Do people actually like all of the overdesigned clutter to the point where it makes them not want to switch sites?
To me, the stripped down clarity on Lemmy is a feature. I remember back in the day when people flocked to Facebook from MySpace, in large part because they were sick of eye gouging customized pages and just wanted a simple, consistent interface. The content, not the buttons to click on it are the draw right?
I use a grease monkey script to make it basically identically to old Reddit. It’s wonderful. Highly recommended
Got any links for how to do this?
https://github.com/soundjester/lemmy_monkey is what I use.
This assumes you have something like the firefox addon “Greasemonkey” installed. Anything that supports userscripts will work.
(edit – https://www.tampermonkey.net/ for Chrome/Edge, apparently. I just looked it up. If you need more help, just ask.)
This is what I’ve been using for a few days: https://github.com/soundjester/lemmy_monkey
Which script do you like?
These are the most important ones I use.
Kbin Enhancement Script User: @SirPsychoMantis
Improved Collapsible Comments User: @artillect
Floating Subs List User: @raltsm4k
Kbin-Unsquash User: @shazbot
I’m using the compact version of lemmy_monkey and a script I wrote to force external links to open in new tabs (reddit did this automatically so I constantly forget to press the middle mouse button and then get annoyed that my lemmy scrolling is gone)
Compact lemmy_monkey: https://greasyfork.org/en/scripts/469093-compact-lemmy-to-old-reddit-re-format-observer GM-Open-NewTab: https://greasyfork.org/en/scripts/469196-gm-lemmy-newtab
Both observe on all http*:/// but they both use the same “isLemmy” check to determine if any logic should actually execute, so while it seems a bit rough at first they are not doing anything nefarious or unnecessary besides a single js comparison of the head elements.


» **Task statement**
Scan the data below for the string "screenshot". Copy every line where it appears.

Data section Start Marker

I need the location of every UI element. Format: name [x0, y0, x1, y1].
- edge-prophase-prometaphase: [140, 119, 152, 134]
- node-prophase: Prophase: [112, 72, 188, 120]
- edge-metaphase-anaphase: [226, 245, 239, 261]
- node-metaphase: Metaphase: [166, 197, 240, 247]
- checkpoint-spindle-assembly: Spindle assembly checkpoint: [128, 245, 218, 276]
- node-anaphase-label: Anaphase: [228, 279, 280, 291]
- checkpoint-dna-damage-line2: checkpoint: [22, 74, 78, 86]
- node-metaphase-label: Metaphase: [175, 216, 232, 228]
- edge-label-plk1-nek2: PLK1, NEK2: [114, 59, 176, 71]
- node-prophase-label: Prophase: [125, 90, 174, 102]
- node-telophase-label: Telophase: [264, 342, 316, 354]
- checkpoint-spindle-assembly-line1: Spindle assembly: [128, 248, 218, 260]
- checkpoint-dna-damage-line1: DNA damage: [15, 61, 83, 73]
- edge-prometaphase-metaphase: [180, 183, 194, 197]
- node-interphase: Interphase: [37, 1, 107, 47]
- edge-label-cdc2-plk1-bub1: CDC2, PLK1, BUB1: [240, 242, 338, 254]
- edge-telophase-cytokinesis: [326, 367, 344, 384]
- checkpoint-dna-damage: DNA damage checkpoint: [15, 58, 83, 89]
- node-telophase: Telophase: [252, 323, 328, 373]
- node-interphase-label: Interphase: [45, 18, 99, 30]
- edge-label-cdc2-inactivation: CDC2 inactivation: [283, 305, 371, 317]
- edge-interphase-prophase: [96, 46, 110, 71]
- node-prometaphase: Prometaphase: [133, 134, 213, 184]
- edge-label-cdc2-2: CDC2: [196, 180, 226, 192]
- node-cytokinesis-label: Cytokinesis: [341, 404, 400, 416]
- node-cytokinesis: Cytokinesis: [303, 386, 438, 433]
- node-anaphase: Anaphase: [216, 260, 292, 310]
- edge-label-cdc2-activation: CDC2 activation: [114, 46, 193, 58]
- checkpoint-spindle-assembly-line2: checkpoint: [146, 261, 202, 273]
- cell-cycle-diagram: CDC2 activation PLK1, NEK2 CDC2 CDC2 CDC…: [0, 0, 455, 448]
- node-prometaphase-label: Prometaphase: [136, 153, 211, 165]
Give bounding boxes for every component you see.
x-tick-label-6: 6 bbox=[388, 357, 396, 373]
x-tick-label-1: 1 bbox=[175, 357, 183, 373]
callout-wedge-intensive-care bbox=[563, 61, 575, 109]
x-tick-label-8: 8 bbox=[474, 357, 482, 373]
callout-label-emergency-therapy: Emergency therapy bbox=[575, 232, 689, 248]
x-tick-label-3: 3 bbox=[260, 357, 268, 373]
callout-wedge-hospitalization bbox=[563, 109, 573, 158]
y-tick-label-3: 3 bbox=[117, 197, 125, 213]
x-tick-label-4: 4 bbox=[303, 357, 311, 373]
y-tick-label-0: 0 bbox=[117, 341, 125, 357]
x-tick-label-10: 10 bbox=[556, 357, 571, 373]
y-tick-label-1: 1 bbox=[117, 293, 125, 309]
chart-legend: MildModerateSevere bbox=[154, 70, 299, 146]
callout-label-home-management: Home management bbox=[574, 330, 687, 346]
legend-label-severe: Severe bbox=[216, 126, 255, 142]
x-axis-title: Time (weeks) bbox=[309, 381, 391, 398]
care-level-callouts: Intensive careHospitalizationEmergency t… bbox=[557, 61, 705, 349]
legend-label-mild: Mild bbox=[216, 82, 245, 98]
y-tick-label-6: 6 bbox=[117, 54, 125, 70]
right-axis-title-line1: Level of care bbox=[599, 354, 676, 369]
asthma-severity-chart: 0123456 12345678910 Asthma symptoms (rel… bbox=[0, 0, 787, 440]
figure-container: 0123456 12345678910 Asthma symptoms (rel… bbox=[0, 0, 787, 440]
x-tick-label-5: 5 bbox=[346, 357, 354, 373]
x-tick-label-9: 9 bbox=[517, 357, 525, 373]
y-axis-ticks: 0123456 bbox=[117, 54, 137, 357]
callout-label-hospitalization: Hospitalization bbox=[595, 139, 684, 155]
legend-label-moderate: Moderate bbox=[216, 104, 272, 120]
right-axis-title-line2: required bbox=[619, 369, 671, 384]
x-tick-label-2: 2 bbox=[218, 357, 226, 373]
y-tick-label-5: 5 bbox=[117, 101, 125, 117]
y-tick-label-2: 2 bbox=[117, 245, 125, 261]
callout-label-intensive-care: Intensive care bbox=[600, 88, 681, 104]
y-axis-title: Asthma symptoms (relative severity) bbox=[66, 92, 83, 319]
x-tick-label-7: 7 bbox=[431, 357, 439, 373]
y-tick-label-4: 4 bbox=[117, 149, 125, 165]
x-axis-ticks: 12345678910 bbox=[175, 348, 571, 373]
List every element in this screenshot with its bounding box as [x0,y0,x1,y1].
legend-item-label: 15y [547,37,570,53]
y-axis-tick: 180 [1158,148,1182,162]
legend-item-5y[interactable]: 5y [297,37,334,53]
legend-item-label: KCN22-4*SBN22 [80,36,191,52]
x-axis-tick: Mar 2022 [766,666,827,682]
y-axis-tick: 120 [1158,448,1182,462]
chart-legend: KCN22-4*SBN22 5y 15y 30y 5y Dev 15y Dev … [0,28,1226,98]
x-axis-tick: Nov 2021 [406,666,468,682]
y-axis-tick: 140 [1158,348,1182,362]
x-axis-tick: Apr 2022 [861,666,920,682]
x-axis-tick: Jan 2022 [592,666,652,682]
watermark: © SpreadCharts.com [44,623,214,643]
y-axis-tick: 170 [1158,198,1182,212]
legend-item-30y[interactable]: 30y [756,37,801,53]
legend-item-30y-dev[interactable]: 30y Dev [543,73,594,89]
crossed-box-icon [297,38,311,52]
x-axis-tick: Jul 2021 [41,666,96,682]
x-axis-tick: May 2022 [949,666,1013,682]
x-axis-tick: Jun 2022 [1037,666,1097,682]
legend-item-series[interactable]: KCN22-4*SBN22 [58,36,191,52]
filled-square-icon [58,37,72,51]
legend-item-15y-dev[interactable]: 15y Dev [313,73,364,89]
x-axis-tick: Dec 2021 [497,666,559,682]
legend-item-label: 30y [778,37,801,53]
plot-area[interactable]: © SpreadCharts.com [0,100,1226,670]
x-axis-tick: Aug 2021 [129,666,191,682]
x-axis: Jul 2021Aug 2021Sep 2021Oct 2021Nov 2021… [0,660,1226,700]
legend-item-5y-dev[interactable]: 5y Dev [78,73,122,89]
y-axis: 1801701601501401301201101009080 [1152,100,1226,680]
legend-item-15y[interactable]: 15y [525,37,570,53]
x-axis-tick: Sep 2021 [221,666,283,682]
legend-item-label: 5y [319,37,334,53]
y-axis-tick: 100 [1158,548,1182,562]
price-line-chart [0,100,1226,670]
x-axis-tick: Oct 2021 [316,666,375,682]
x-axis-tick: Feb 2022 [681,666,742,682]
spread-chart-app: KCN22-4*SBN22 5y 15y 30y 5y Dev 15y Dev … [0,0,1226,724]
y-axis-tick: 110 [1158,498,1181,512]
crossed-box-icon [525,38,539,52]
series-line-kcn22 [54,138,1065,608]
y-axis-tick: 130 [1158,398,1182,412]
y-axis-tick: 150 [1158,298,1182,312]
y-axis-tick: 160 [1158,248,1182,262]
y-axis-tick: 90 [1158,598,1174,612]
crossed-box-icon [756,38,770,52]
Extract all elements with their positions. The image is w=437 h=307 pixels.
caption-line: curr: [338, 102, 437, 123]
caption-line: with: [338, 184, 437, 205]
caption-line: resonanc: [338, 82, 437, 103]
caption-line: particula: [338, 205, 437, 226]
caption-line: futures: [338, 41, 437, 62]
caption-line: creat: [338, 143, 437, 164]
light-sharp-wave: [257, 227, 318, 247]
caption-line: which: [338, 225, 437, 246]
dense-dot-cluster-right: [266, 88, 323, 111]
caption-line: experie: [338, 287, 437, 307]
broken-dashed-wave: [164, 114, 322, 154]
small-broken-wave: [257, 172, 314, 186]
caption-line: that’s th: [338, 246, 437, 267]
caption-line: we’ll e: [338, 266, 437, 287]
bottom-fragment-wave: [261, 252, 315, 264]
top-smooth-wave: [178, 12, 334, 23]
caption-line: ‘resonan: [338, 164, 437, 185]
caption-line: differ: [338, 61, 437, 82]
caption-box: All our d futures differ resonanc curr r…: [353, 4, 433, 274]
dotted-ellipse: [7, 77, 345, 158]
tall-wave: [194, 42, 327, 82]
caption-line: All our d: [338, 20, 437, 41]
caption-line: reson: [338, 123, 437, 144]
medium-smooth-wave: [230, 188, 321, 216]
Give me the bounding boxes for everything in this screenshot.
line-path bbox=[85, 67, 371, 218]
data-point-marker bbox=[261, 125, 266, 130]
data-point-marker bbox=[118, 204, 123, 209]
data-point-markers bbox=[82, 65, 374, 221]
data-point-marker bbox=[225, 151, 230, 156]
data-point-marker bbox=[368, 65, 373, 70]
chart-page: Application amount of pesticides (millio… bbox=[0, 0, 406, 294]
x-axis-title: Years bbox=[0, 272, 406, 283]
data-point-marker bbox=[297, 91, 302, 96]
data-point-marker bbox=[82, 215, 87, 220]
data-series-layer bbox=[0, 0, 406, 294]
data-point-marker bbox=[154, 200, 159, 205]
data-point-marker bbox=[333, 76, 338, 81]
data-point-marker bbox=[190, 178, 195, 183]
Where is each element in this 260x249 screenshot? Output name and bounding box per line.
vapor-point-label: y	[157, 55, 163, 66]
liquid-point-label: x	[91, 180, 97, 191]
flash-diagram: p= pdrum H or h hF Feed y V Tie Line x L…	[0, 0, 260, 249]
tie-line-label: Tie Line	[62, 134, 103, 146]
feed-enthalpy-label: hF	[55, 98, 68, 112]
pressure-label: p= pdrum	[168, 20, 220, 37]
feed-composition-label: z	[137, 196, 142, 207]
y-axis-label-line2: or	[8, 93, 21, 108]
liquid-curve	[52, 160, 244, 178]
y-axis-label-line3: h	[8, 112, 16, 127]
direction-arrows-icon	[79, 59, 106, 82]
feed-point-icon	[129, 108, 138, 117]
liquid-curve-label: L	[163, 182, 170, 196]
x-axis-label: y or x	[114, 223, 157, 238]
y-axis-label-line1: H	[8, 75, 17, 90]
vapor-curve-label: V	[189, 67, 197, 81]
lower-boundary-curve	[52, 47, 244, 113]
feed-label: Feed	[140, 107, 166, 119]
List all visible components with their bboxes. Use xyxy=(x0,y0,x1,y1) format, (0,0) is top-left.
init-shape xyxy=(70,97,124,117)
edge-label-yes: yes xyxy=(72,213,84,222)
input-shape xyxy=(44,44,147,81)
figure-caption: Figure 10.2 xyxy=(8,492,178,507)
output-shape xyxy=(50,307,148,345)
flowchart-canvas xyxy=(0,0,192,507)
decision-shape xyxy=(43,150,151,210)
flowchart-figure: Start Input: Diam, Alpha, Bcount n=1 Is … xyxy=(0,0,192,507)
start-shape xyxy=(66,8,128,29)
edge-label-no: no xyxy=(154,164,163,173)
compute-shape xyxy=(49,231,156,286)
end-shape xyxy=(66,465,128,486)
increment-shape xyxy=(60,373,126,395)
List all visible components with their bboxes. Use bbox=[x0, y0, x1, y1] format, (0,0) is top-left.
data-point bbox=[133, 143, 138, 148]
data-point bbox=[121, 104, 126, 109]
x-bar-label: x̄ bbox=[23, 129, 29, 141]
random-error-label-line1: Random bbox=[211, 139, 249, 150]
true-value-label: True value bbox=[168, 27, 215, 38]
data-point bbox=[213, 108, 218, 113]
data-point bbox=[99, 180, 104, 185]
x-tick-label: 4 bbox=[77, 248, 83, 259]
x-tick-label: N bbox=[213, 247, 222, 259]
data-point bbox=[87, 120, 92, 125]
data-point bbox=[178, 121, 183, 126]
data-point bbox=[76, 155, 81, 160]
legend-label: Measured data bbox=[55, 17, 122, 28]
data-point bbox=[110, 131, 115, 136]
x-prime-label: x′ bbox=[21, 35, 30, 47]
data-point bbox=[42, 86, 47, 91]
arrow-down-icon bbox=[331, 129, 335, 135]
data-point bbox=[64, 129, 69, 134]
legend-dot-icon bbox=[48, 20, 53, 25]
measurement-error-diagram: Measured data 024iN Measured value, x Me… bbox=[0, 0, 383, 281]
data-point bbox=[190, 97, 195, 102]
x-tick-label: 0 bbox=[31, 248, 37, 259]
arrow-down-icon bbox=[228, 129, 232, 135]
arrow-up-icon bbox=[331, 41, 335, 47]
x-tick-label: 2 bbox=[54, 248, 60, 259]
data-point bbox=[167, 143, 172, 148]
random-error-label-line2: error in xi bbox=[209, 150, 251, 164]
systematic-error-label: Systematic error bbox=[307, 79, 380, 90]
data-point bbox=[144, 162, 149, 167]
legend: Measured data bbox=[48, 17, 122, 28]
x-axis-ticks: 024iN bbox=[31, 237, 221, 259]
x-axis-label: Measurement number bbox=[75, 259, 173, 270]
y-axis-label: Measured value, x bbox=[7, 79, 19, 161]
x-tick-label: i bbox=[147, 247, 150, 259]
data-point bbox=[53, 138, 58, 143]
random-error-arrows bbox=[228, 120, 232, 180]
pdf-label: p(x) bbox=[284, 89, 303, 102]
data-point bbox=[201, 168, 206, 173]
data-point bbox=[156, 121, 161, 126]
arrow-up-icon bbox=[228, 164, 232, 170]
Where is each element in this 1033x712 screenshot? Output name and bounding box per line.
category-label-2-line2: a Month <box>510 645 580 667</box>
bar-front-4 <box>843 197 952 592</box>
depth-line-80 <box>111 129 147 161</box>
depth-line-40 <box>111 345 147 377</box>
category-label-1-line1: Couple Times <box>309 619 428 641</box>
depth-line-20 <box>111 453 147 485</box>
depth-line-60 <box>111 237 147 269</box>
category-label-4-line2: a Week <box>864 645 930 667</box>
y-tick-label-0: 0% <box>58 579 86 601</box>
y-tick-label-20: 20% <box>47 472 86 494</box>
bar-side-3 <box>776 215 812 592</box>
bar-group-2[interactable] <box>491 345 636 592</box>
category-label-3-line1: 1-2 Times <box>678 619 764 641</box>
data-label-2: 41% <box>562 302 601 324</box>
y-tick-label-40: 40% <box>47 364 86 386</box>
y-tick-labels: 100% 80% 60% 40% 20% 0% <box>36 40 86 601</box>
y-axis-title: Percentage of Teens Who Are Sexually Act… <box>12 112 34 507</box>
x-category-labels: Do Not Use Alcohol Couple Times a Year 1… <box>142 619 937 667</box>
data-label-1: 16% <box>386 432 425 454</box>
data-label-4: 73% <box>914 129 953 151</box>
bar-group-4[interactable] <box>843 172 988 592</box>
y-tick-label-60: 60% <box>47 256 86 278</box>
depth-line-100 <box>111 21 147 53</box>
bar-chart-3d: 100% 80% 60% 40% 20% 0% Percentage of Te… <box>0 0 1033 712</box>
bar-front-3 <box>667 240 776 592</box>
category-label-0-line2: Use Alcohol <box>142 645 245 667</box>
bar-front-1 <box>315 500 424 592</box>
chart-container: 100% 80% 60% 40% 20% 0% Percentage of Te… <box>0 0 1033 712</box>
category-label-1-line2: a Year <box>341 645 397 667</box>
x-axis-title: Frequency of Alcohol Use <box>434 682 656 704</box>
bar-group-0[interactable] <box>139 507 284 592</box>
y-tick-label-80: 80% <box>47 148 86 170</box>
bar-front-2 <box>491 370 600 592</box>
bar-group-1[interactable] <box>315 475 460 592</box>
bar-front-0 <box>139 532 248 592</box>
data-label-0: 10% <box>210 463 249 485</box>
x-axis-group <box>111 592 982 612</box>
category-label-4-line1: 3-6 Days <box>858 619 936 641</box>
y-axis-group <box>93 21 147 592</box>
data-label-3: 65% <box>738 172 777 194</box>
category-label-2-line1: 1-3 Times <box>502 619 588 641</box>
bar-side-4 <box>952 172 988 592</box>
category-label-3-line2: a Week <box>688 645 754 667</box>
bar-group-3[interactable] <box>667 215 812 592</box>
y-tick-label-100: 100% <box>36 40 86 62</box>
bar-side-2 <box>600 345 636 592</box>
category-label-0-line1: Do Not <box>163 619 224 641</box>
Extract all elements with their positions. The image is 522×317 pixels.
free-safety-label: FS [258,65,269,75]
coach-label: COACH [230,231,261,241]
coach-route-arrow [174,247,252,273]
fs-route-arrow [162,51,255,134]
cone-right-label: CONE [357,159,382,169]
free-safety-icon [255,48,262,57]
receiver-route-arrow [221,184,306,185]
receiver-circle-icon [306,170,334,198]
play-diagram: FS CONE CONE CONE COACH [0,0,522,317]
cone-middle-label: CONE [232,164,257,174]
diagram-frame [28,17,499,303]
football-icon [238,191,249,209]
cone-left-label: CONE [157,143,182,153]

Data section End Marker

» **Result**
List every element in this screenshot with its bounding box as [x0,y0,x1,y1].
Give me the bounding boxes for everything in this screenshot.
Where is each element in this 260x249 screenshot? Output name and bounding box per line.
Where is each element in this 1033x712 screenshot? Output name and bounding box per line.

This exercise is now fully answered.